Above all else, Rouhani and Zarif aim to preserve the Islamic revolution, not to transform it, as was the passion of the fallen left-wing Islamist revolutionaries who gathered round Khatami and briefly resurfaced in the pro-democracy Green Movement, which Khamenei crushed in 2009. (Neither Rouhani nor Zarif raised a word against the brutal crackdown.) Although Khamenei unquestionably would have preferred Saeed Jalili to be president, he has probably lucked out with Rouhani. Rouhani at home and Zarif abroad are infinitely more effective at hunar-e ta’amul. While Rouhani tries to re-weave the unity of the Iranian elite, badly frayed by the turmoil of 2009, and by Khamenei’s vindictive demolition of Rafsanjani’s political network, and by the anti-clerical populism of Ahmadinejad, Zarif is endeavoring to rebuild the Islamic Republic’s standing beyond its borders. Given his soft manner, his wit, his reassuring English, and his ease with handshakes (difficult for many Iranian revolutionaries), and given the West’s profound fear of another war in the Middle East, Zarif’s biggest problem may be the Supreme Leader’s habit 
of speaking the unvarnished truth.

Whether Zarif succeeds or fails, it is certainly impressive that he has come so far inside Iran’s Islamic regime.
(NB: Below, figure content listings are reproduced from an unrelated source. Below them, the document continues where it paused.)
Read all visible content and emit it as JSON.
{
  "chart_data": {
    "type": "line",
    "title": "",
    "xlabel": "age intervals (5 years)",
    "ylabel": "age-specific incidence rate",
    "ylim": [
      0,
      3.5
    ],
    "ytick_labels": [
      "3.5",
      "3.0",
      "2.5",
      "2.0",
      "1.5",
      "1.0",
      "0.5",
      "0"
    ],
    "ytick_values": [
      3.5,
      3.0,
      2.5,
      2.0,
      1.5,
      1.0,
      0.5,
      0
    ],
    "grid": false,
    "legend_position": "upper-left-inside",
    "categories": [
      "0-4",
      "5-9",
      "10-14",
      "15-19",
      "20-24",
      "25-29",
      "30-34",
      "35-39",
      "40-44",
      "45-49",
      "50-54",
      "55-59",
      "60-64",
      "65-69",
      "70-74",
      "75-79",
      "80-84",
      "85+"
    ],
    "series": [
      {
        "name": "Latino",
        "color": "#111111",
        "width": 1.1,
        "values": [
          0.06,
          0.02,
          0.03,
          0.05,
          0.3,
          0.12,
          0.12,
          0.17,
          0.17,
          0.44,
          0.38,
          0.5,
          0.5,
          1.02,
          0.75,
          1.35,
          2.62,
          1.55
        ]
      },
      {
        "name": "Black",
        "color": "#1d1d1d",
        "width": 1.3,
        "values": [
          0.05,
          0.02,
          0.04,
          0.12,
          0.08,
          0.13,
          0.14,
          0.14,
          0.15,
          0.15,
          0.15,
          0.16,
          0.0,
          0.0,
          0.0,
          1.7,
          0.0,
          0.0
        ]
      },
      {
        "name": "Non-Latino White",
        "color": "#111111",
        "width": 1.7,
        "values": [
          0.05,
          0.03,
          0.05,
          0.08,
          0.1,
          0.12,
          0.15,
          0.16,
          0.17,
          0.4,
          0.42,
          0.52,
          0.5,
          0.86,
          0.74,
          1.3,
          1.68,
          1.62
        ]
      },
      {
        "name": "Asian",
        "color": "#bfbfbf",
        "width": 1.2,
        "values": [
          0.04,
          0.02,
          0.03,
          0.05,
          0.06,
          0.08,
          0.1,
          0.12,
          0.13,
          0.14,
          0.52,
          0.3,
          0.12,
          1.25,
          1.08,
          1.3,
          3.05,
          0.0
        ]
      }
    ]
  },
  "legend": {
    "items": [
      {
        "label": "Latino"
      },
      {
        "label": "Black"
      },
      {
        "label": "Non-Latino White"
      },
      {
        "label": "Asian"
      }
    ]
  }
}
He has spent nearly half his life in the United States, the “epicenter of evil.” Many within the Revolutionary Guards who survived the ghastly battles of the Iran-Iraq War are not fond of him. They consider him a draft-dodger. Yet he is trusted enough by Khamenei to have been made foreign minister during the most trying times since 1988. An American who had spent almost a quarter of a century in Russia would never be cleared to work in Washington’s national security establishment. And Iran’s ruling elite is vastly more suspicious and conspiratorial than are Americans. That Zarif has risen certainly shows he has talent, where many of his colleagues have none. It also shows what Kissinger perhaps realized: that he 
is our enemy.

Ali Alfoneh is the author of Iran Unveiled: How the Revolutionary Guards Are Turning Theocracy into Military Dictatorship (AEI). Reuel Marc Gerecht is the author most recently of The Wave: Man, God, and the Ballot Box in the Middle East (Hoover). They are senior fellows at the Foundation For Defense of Democracies.